Always have an understanding of current industry trends and on how they make sense.
Decide on a style
As we might have expected IT DEPENDS which one we choose an various factors like characteristics and which trade-off we are prepared to make. This section is some general advise.
1. Factors to be comfortable with
- The Domain: Understand important aspects of the domain, especially those affection operational architecture characteristics. No need to be subject experts, but have a good understanding of the major aspects.
- Architecture characteristics that impact structure: Discover and clarify the architecture characteristics needed to support the domain and external factors.
- Data Architecture: Data architecture is a specialization of its own.
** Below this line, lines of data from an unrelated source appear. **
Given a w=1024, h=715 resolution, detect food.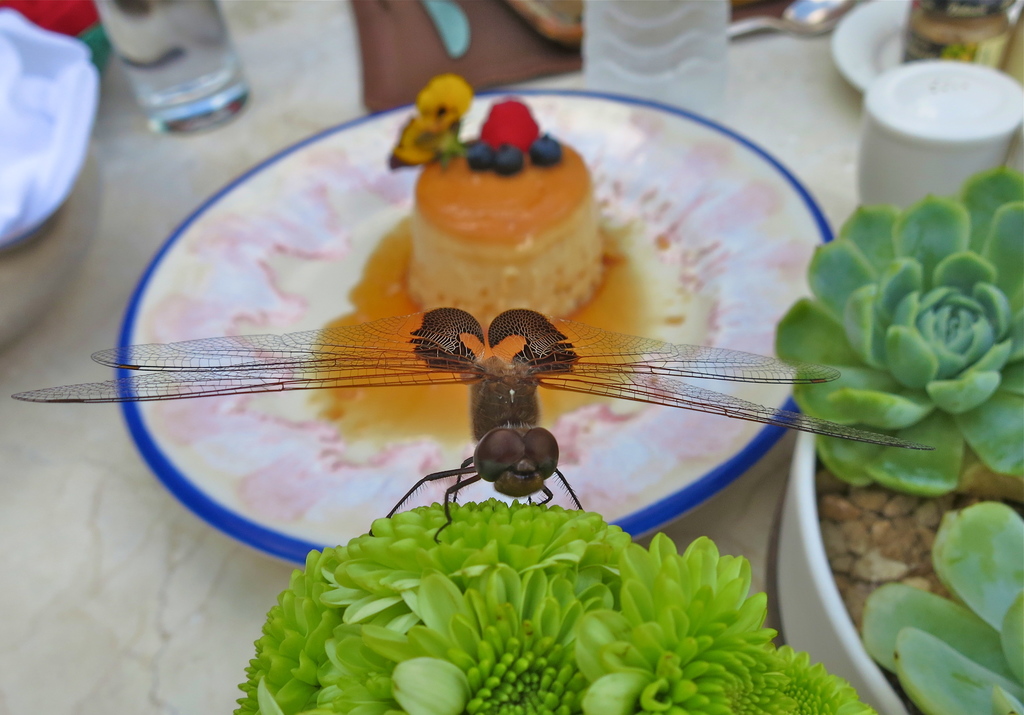
x1=305 y1=99 x2=703 y2=455.
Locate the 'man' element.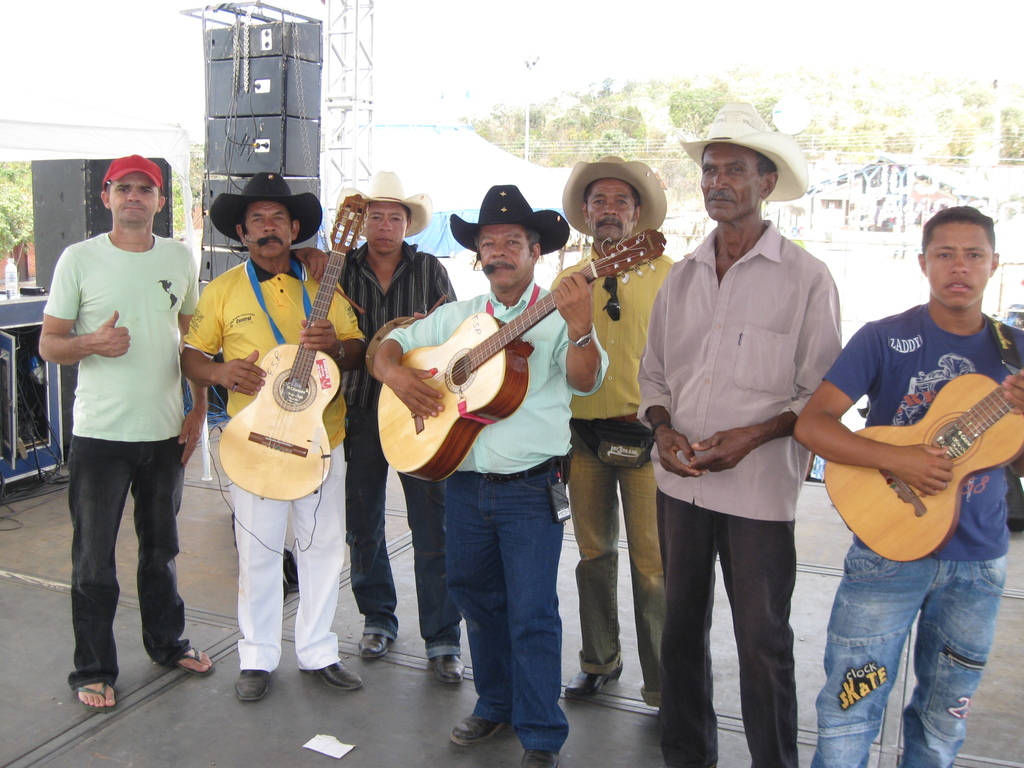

However, architects must understand the impact that data design might have on their design, particularly if the new system must interact with an older/existing data architecture.
- Organizational Factors: Budgets can influence the design, or vendor selection (licenses), or plans for merger & acquisitions might desired open solutions and integration architectures.
- Knowledge of process, teams, and operational concerns: Conway’s Law, maturity in engineering practices, how teams are build will have an influence. A monolith is much harder with 10 squads than maybe one.
- Domain/Architecture isomorphism: Some problem domains match the topology of the architectural style, or be ill-suited for given style.
2. Determinations to be made
- Monolith vs Distributed: Will a single set of architectural characteristics suffice ? Monolith will suffice. If different parts of the system needs different architectural characteristics, distributed is most likely the answer.
- Where should data live?: In monolith, all data lives in one or few databases. In distributed, one must determine where data is persisted, and how it will flow. This means you must consider structure and behavior when designing an architecture. Don’t be fearful of iterating. We call this also data partitioning.
- What communication styles? (Sync vs Async): Once data partitioning is determined, what are the communication styles that we prefer? Synchronous communication presents fewer design, implementation, and debugging challenge. Default to synchronous when possible and use asynchronous when necessary.